Kelly At Large #132 Kentucky Edition
In which I travel 21 hours one way to spend two days hugging kin, stuffing my face, and sneezing with delight.
So I did it. I left my Paris apartment Friday June 2 at 7 a.m., traveled all the way to Kentucky, and was back on my couch by Tuesday, 11 a.m.
Insane as the whole trip was, I’d probably do it again. Even if Day One meant taking one subway, two suburban trains, a shuttle train thing, and a transatlantic plane just to get to New York’s JFK airport. From there it was a shuttle bus to a subway, after which I paused for some really good tacos al pastor from a truck at the Roosevelt Avenue Jackson Heights stop where I took another shuttle bus to LaGuardia so I could catch a plane to Louisville, where a friend picked me up in her car at 4 a.m. Paris time, 10 pm EST.
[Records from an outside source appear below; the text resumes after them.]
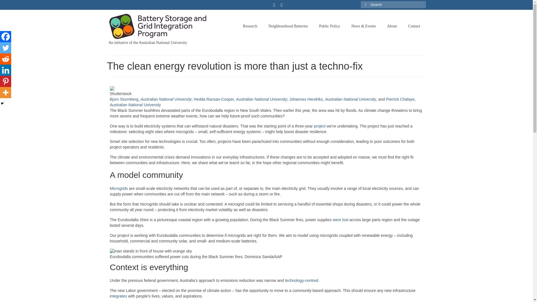 The height and width of the screenshot is (302, 537). What do you see at coordinates (262, 99) in the screenshot?
I see `Australian National University` at bounding box center [262, 99].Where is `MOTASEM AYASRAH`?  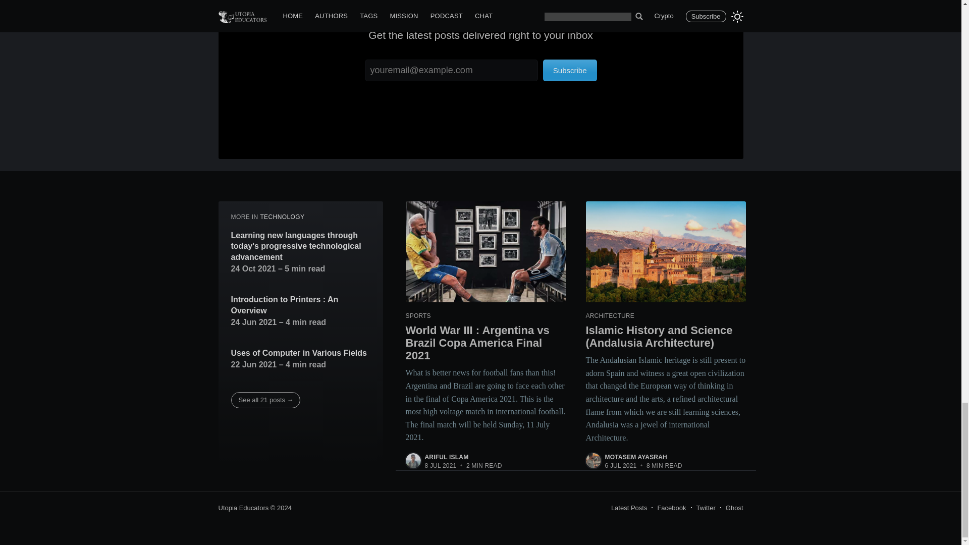 MOTASEM AYASRAH is located at coordinates (636, 457). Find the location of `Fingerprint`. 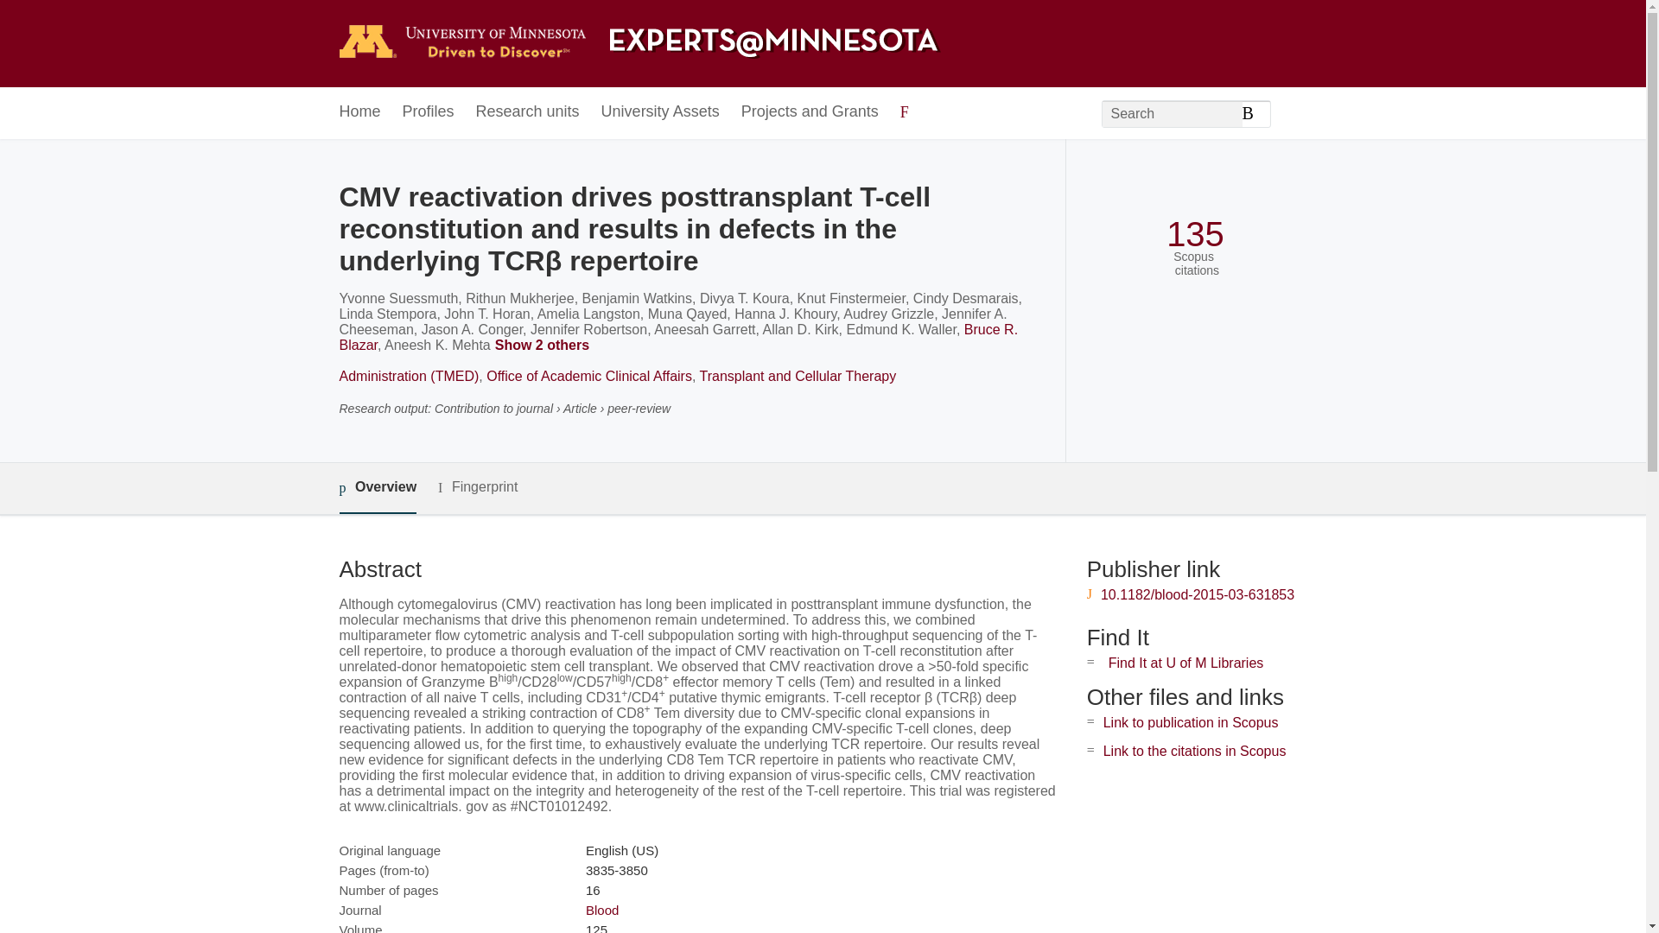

That was 21 hours en route. I felt like I was 19 years old again and remembered the time I took a Greyhound bus from Kentucky all the way to Texas, washing my hair in a bus station in New Orleans because my god, something gross happens to hair after several hours smushed against a vinyl seat.
We talked for something like three hours that night, then collapsed in beds which we left only a few hours later to host two different shifts of sisters and multiple kids which ranged from three or four to twenty-something. That’s why I was there. I’d been planning a trip to see my father in the Fall, but he died without much warning. Tempus fugit and all that. So when you have a few days just get out your credit card, hop on the fucking plane, and give everybody a hug before it’s too late.
Another friend picked me up afterwards so I could spend the night and next morning at her place, before heading to New York where I crashed a few hours to break up the brutal trip and get a face full of soup dumplings. Then it was home again.
It’s hard to write about Kentucky. I worry sometimes about reproducing the very stereotypes I hate, just because my family sometimes is guilty of them. And my Southern Baptist mom did banish me from her life for a very formative decade.
But you should know that in my whole trip there, we all wore shoes, (mostly) though none of my friends or family flourished a gun or talked about God or Jesus or sin. The mega church my sister used to go to was nothing more than a convenient landmark to explain where one friend lived. And my niece who had campaigned against Gays in the Military is grown up now and came along with her boyfriend and was far more interested in movie trivia than my boring proclivities. Her mother didn’t mention going to church anymore. Maybe she doesn’t. I didn’t ask, she didn’t tell. Though I did learn she voted for Obama at least once.
And before and in between my family visits, my friends fed and watered me. Oh my God, with the odd drop of Wild Turkey, and good Kentucky ham from a fancy deli where they cure it themselves, and soup beans and vinegary greens, Benedictine which my mother would make sometimes for the ladies-only luncheons she loved. There was a run, too, for Memphis-style hot chicken and waffles which were gobbled up on a porch. A porch! And homemade soup with fresh corn. And I learned to eat watermelon with cinnamon of all things which makes it taste oddly creamy. (Seriously. Do this.)
There were short walks, too, through suburbs and parks where I exclaimed as I always do, “Oh my god, it smells so good. I’ve missed that.” The perfumes of the earth and wickedly blooming vegetation yank me back to childhood when we would climb trees and wade in drainage ditches and creeks and sometimes hop in the car and go hike in a nearby forest.
And every time I’m there I always wish the place were closer, and every time I leave I ask myself why I don’t go more often. Though of course I know.
That’s it for this time.
If you think of it, why not heart or share or say hello or something?
Disgruntedly yours,
xoxo K
Sometimes, it's the best parts of home you recapture, and that's a very human blessing.